He reached across the table and grasped her hand. "Okay. That's good. I'll call him tomorrow and tell him we're coming. It'll be okay, Marlene. Moving-it's not the end of the universe or anything."

"No, 'cause I'm not moving."

He cocked his head as if he hadn't heard her. "What?"

"What I said. Go do it! I'll keep a candle burning in our little home against your return. I mean, how long can it take, solve the crime of the century? For you? Couple of weeks, tops."

"Marlene, this is serious…"

"Yeah, you keep telling me. I'll tell you what else is serious. Ripping our life apart is serious. Dumping my career. Taking Lucy away from her grandparents and everybody she knows. Leaving our home. Serious stuff, and what's the most serious is that I can tell you haven't thought much about it. You hear crime of the century and Bert Crane, another solution to your perpetual lost-father complex, and you're off and running, and let old Marlene deal with the little details."

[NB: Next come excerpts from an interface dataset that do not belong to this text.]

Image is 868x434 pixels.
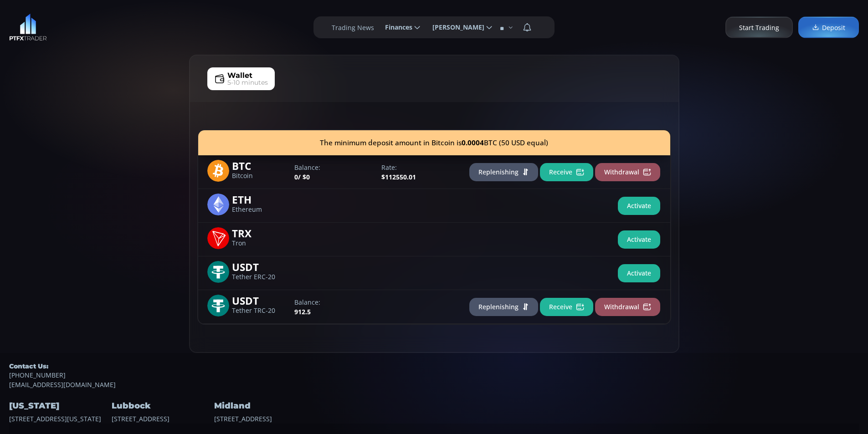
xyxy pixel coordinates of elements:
[208,67,275,90] a: Wallet5-10 minutes
[232,227,288,238] span: TRX
[377,163,464,182] div: $112550.01
[595,163,660,182] button: Withdrawal
[290,297,377,317] div: 912.5
[618,197,660,215] button: Activate
[461,138,484,148] b: 0.0004
[426,18,485,36] span: [PERSON_NAME]
[9,14,47,41] img: LOGO
[379,18,412,36] span: Finances
[232,261,288,271] span: USDT
[9,370,859,380] a: [PHONE_NUMBER]
[227,70,252,81] span: Wallet
[290,163,377,182] div: 0
[726,17,793,38] a: Start Trading
[232,308,288,314] span: Tether TRC-20
[232,160,288,171] span: BTC
[232,295,288,305] span: USDT
[9,399,109,414] h4: [US_STATE]
[540,163,593,182] button: Receive
[595,298,660,316] button: Withdrawal
[739,23,779,33] span: Start Trading
[214,399,315,414] h4: Midland
[232,207,288,213] span: Ethereum
[111,399,212,414] h4: Lubbock
[9,390,109,423] div: [STREET_ADDRESS][US_STATE]
[294,297,373,307] label: Balance:
[232,173,288,179] span: Bitcoin
[9,362,859,370] h5: Contact Us:
[227,78,268,88] span: 5-10 minutes
[618,231,660,249] button: Activate
[469,163,538,182] button: Replenishing
[812,23,846,33] span: Deposit
[232,194,288,204] span: ETH
[618,264,660,283] button: Activate
[198,130,671,156] div: The minimum deposit amount in Bitcoin is BTC (50 USD equal)
[469,298,538,316] button: Replenishing
[232,274,288,280] span: Tether ERC-20
[294,163,373,172] label: Balance:
[799,17,859,38] a: Deposit
[214,390,315,423] div: [STREET_ADDRESS]
[111,390,212,423] div: [STREET_ADDRESS]
[540,298,593,316] button: Receive
[332,23,374,33] label: Trading News
[381,163,459,172] label: Rate:
[9,362,859,390] div: [EMAIL_ADDRESS][DOMAIN_NAME]
[232,241,288,247] span: Tron
[298,173,310,182] span: / $0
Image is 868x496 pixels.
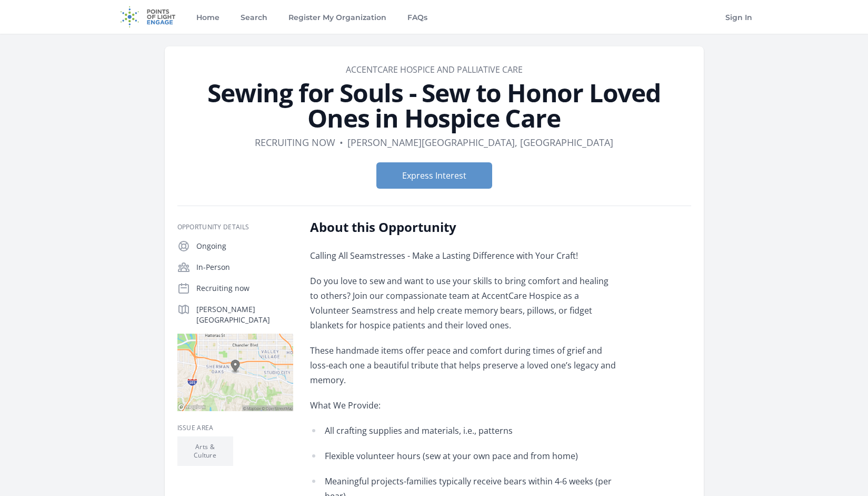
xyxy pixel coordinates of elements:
[310,273,618,332] p: Do you love to sew and want to use your skills to bring comfort and healing to others? Join our c...
[196,304,293,325] p: [PERSON_NAME][GEOGRAPHIC_DATA]
[177,223,293,232] h3: Opportunity Details
[310,343,618,387] p: These handmade items offer peace and comfort during times of grief and loss-each one a beautiful ...
[177,436,233,466] li: Arts & Culture
[325,423,618,438] p: All crafting supplies and materials, i.e., patterns
[346,63,523,75] a: AccentCare Hospice and Palliative Care
[177,424,293,432] h3: Issue area
[310,248,618,263] p: Calling All Seamstresses - Make a Lasting Difference with Your Craft!
[255,135,335,149] dd: Recruiting now
[339,135,343,149] div: •
[348,135,613,149] dd: [PERSON_NAME][GEOGRAPHIC_DATA], [GEOGRAPHIC_DATA]
[177,334,293,411] img: Map
[196,262,293,273] p: In-Person
[310,398,618,413] p: What We Provide:
[196,241,293,251] p: Ongoing
[310,218,618,235] h2: About this Opportunity
[376,162,492,189] button: Express Interest
[177,80,691,131] h1: Sewing for Souls - Sew to Honor Loved Ones in Hospice Care
[196,283,293,294] p: Recruiting now
[325,448,618,463] p: Flexible volunteer hours (sew at your own pace and from home)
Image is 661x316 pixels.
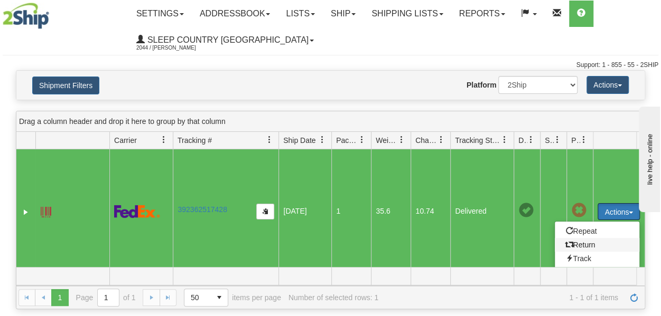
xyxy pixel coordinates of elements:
[283,135,315,146] span: Ship Date
[278,1,322,27] a: Lists
[575,131,592,149] a: Pickup Status filter column settings
[385,294,618,302] span: 1 - 1 of 1 items
[76,289,136,307] span: Page of 1
[256,204,274,220] button: Copy to clipboard
[554,224,639,238] a: Repeat
[495,131,513,149] a: Tracking Status filter column settings
[455,135,501,146] span: Tracking Status
[571,203,586,218] span: Pickup Not Assigned
[432,131,450,149] a: Charge filter column settings
[450,149,513,274] td: Delivered
[451,1,513,27] a: Reports
[554,252,639,266] a: Track
[278,149,331,274] td: [DATE]
[288,294,378,302] div: Number of selected rows: 1
[466,80,496,90] label: Platform
[98,289,119,306] input: Page 1
[336,135,358,146] span: Packages
[21,207,31,218] a: Expand
[392,131,410,149] a: Weight filter column settings
[184,289,281,307] span: items per page
[597,203,639,220] button: Actions
[128,1,192,27] a: Settings
[410,149,450,274] td: 10.74
[32,77,99,95] button: Shipment Filters
[177,135,212,146] span: Tracking #
[41,202,51,219] a: Label
[51,289,68,306] span: Page 1
[128,27,322,53] a: Sleep Country [GEOGRAPHIC_DATA] 2044 / [PERSON_NAME]
[155,131,173,149] a: Carrier filter column settings
[554,266,639,279] a: Comment
[260,131,278,149] a: Tracking # filter column settings
[16,111,644,132] div: grid grouping header
[8,9,98,17] div: live help - online
[3,3,49,29] img: logo2044.jpg
[136,43,215,53] span: 2044 / [PERSON_NAME]
[371,149,410,274] td: 35.6
[331,149,371,274] td: 1
[636,104,660,212] iframe: chat widget
[544,135,553,146] span: Shipment Issues
[518,203,533,218] span: On time
[375,135,398,146] span: Weight
[548,131,566,149] a: Shipment Issues filter column settings
[586,76,628,94] button: Actions
[323,1,363,27] a: Ship
[114,205,160,218] img: 2 - FedEx Express®
[625,289,642,306] a: Refresh
[518,135,527,146] span: Delivery Status
[192,1,278,27] a: Addressbook
[3,61,658,70] div: Support: 1 - 855 - 55 - 2SHIP
[145,35,308,44] span: Sleep Country [GEOGRAPHIC_DATA]
[415,135,437,146] span: Charge
[313,131,331,149] a: Ship Date filter column settings
[211,289,228,306] span: select
[571,135,580,146] span: Pickup Status
[114,135,137,146] span: Carrier
[191,293,204,303] span: 50
[554,238,639,252] a: Return
[522,131,540,149] a: Delivery Status filter column settings
[177,205,227,214] a: 392362517428
[353,131,371,149] a: Packages filter column settings
[184,289,228,307] span: Page sizes drop down
[363,1,450,27] a: Shipping lists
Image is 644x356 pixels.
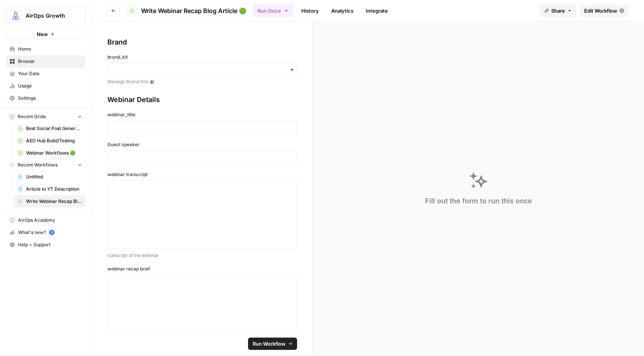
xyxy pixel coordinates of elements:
[18,216,82,224] span: AirOps Academy
[18,162,58,168] span: Recent Workflows
[107,94,297,105] div: Webinar Details
[26,149,82,156] span: Webinar Workflows 🟢
[248,337,297,349] button: Run Workflow
[18,58,82,65] span: Browse
[6,67,86,80] a: Your Data
[6,159,86,170] button: Recent Workflows
[18,241,82,248] span: Help + Support
[253,4,294,18] button: Run Once
[107,111,297,118] label: webinar_title
[6,226,86,238] button: What's new? 5
[107,53,297,61] label: brand_kit
[26,198,82,205] span: Write Webinar Recap Blog Article 🟢
[6,80,86,92] a: Usage
[253,340,286,347] span: Run Workflow
[6,92,86,105] a: Settings
[7,227,85,238] div: What's new?
[26,186,82,192] span: Article to YT Description
[18,70,82,77] span: Your Data
[327,4,358,17] a: Analytics
[107,37,297,48] div: Brand
[539,4,577,17] button: Share
[6,214,86,226] a: AirOps Academy
[18,83,82,89] span: Usage
[18,113,45,120] span: Recent Grids
[6,29,86,40] button: New
[14,195,86,208] a: Write Webinar Recap Blog Article 🟢
[14,135,86,147] a: AEO Hub Build/Testing
[584,7,617,15] span: Edit Workflow
[14,147,86,159] a: Webinar Workflows 🟢
[297,4,324,17] a: History
[141,6,246,15] span: Write Webinar Recap Blog Article 🟢
[50,230,53,234] text: 5
[551,7,565,15] span: Share
[107,171,297,178] label: webinar transcript
[18,95,82,102] span: Settings
[6,111,86,122] button: Recent Grids
[49,230,54,235] a: 5
[425,195,532,206] div: Fill out the form to run this once
[6,238,86,251] button: Help + Support
[26,137,82,144] span: AEO Hub Build/Testing
[37,30,48,38] span: New
[14,122,86,135] a: Best Social Post Generator Ever Grid
[107,251,297,259] p: transcript of the webinar
[107,265,297,272] label: webinar recap brief
[6,43,86,56] a: Home
[14,170,86,183] a: Untitled
[107,141,297,148] label: Guest speaker
[6,6,86,26] button: Workspace: AirOps Growth
[18,45,82,53] span: Home
[580,4,629,17] a: Edit Workflow
[126,4,246,17] a: Write Webinar Recap Blog Article 🟢
[9,9,23,23] img: AirOps Growth Logo
[26,12,72,20] span: AirOps Growth
[26,125,82,132] span: Best Social Post Generator Ever Grid
[6,56,86,67] a: Browse
[361,4,393,17] a: Integrate
[26,173,82,180] span: Untitled
[14,183,86,195] a: Article to YT Description
[107,78,297,85] a: Manage Brand Kits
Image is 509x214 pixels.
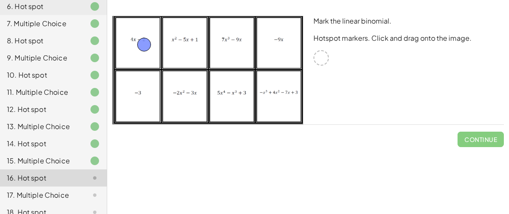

"That isn't fair, Marlene."

"No, you're right, it isn't. How about you springing this shit on me? Hey, babe, I got a job in D.C., pack it up! That's fair? Look-you can't stand working for Bloom? Fine! There's four other DAs in the city, plus two federal prosecutors, and half a dozen other county prosecutors within commuting distance. Not to mention, I hear there's one or two private law firms in New York. I don't recall you beating on those doors, you can't stand another minute of Bloom."

Karp stood up abruptly and walked a distance away from her, his hands thrust deep in his pockets. He was angrier with her than he'd been in a good while. It was the sort of rage we experience when we have been selfish under the guise of some pretended generosity, and have been found out. Naturally, what he said then was, "You're really being selfish, Marlene."

She opened her mouth to say something, closed it, took a breath instead, and knocked back the rest of her wine. "I'm going to bed," she said, and walked off.

"We haven't finished this, Marlene," said Karp.

She stopped and turned. There were tears in her eyes but her voice was steady. "No, but in a minute you're going to bit me with 'A man's gotta do what a man's gotta do.' And I agree. A man's gotta. But a woman doesn't, and neither does a little kid. Don't forget to write."

The next day, Karp called Bert Crane and told him he would take the job. Crane made enthusiastic noises of congratulation; they sounded tinny and unreal coming over the phone, and made Karp feel no better. He had a taste like bile in his mouth and his stomach was hollow and jumpy. He was stepping into a void.

Next, he went up and saw the district attorney. Bloom was sitting behind his big, clean desk, in shirtsleeves and yellow suspenders, puffing on a large cigar. He was a bland-faced medium-sized man who might have been an anchor on the six o'clock news. He had nearly every qualification for his job-a keen political instinct, the ability to generate ever-increasing budgets, a cool hand with the ferocious New York media, and a positive talent for bureaucratic management. All he lacked was an understanding of what the criminal justice system was supposed to accomplish and even the faintest ability to successfully try cases.

Karp stood in front of the desk and told Bloom that he was leaving and where he was going. To Karp's great surprise, Bloom seemed stunned and dismayed. He gestured Karp to a chair.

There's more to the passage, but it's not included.